Ashley Horner reluctantly puts Ironman challenge on hold after medical scare

By Kelaine Conochan | Aug 21, 2018
Special to espnW
The mission was clear: complete 50 Ironman-distance triathlons in 50 days to raise money for an orphanage in Haiti. But Friday, four days into her Woman of Iron challenge, Ashley Horner stopped.

from espnW


She had already completed her 2.4-mile swim that morning and transitioned to her bike. Feeling nauseous 10 miles into the 112-mile ride, Horner unclipped and dismounted from her bike on the side of a Delaware road, where she proceeded to vomit. “I think I puked like five times. Uncontrollably. It was everything I had in me,” she said.
Accompanied by her coach, Alex Viada, who had been riding with her for the first lap, Horner got back on her bike, hoping it was just nerves or something not settling right in her stomach. But when they made it back to the YMCA in Dover, Delaware, the staging area for the day, Viada recommended that Horner get medically evaluated to ensure she was fit to continue with the rest of the bike ride and the marathon. Paramedics on site at the YMCA performed an evaluation of Horner’s vitals before recommending she head to the hospital.
“It is so frustrating because aside from the dehydration factors, I felt fine. I didn’t have any soreness whatsoever in my muscles,” she said. “There’s a good chance that I started behind [on nutrition and hydration] and never got ahead of it.”
When Horner arrived in the emergency room, she was treated for severe dehydration and given a blood screening. She received intravenous fluids for six hours, then left the ER, sent Viada the results of her blood test, ate a pizza, and got a full night of sleep.
“I woke up the next day [Saturday] and felt amazing. I got in the pool and swam my 2.4 miles, then met with Alex,” Horner said. Her intention was to start the Delaware leg from scratch and push on.
Viada was in a different camp.
The blood screening revealed that Horner was suffering from both hyponatremia, a low concentration of sodium in her blood, and rhabdomyolysis, a condition in which a muscle releases a protein pigment called myoglobin into the bloodstream, which can lead to kidney damage. The conditions would not only jeopardize her body for this challenge, but they could be life-threatening if untreated.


● **Task to carry out**:
Search the lines of the records for the word "Feedback", and copy every line that has it.

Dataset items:
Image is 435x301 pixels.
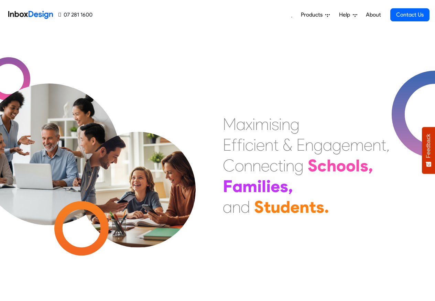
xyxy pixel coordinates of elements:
a: Products [298,8,333,22]
div: c [318,155,327,176]
div: e [261,155,270,176]
div: m [243,176,257,196]
div: n [253,155,261,176]
div: c [270,155,278,176]
a: About [364,8,383,22]
div: t [264,196,271,217]
div: s [272,114,279,134]
div: i [283,155,286,176]
div: M [223,114,236,134]
div: f [237,134,243,155]
div: a [236,114,246,134]
div: g [295,155,304,176]
div: o [235,155,244,176]
div: n [305,134,314,155]
div: g [333,134,342,155]
div: S [308,155,318,176]
div: l [356,155,360,176]
div: u [271,196,281,217]
a: 07 281 1600 [59,11,93,19]
div: i [243,134,245,155]
div: n [244,155,253,176]
div: n [282,114,291,134]
div: i [257,176,262,196]
div: n [300,196,309,217]
div: i [254,134,256,155]
div: h [327,155,337,176]
button: Feedback - Show survey [422,127,435,173]
div: t [381,134,387,155]
div: , [387,134,390,155]
div: t [309,196,316,217]
div: a [223,196,232,217]
div: f [232,134,237,155]
div: i [279,114,282,134]
div: Maximising Efficient & Engagement, Connecting Schools, Families, and Students. [223,114,390,217]
span: Feedback [426,134,432,158]
a: Contact Us [391,8,430,21]
div: a [323,134,333,155]
div: S [254,196,264,217]
div: E [297,134,305,155]
img: parents_with_child.png [66,103,210,247]
div: e [291,196,300,217]
div: d [241,196,250,217]
a: Help [337,8,360,22]
div: e [364,134,373,155]
div: , [288,176,293,196]
div: e [342,134,350,155]
div: o [346,155,356,176]
div: a [233,176,243,196]
div: , [369,155,373,176]
div: t [274,134,279,155]
div: n [265,134,274,155]
div: m [255,114,269,134]
div: e [271,176,280,196]
div: o [337,155,346,176]
div: d [281,196,291,217]
div: F [223,176,233,196]
span: Products [301,11,326,19]
div: l [262,176,266,196]
div: n [373,134,381,155]
div: x [246,114,253,134]
span: Help [339,11,353,19]
div: n [232,196,241,217]
div: & [283,134,293,155]
div: E [223,134,232,155]
div: s [280,176,288,196]
div: i [269,114,272,134]
div: C [223,155,235,176]
div: s [360,155,369,176]
div: m [350,134,364,155]
div: t [278,155,283,176]
div: s [316,196,325,217]
div: g [291,114,300,134]
div: i [253,114,255,134]
div: c [245,134,254,155]
div: e [256,134,265,155]
div: . [325,196,329,217]
div: i [266,176,271,196]
div: n [286,155,295,176]
div: g [314,134,323,155]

● **Problem solution**:
button: Feedback - Show survey [422,127,435,173]
span: Feedback [426,134,432,158]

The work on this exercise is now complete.